Why Do Parents and Teenagers Miscommunicate?

October 21, 2012 by John Andrew Williams

Often without realizing it, teenagers make a series of small decisions that begin to have a big effect the rest of their life. Do I do my homework or not? Do I study for this test and get the B or am I happy with a C? Do I pursue an interest and talent, or do I chill out and watch movies?

Parents, with the advantage of seeing what adult life demands, have an insight and knowledge that students just don’t yet have.

Teenagers, by design of their brains, are built to test boundaries and do sophomoric things.

Yet the real tragedy occurs when there is miscommunication about the important things, such as, “What do you want to do with the rest of your life?”

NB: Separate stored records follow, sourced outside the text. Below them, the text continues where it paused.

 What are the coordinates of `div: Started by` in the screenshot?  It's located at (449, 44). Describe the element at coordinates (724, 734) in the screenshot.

I was working with a student who thought her parents wanted her to go to a certain kind of school. She told me numerous times that her parents would never think of sending her to a specialty school. For three months I was working with her thinking that she’s going to have a tough conversation with her parents about what she really wanted, why she wanted it, and how she was going to be successful.

I talked with her parents last night, and I brought up the topic of where they thought she should go to college.

I was shocked, literally almost crying, first from the happiness of realizing that the parents wanted their daughter to attend a specialty school, then from the terror thinking of how such a crucial miscommunication could have persisted for so long.

The real tragedy is that such miscommunications happen, often, and without either the teen or parent realizing it.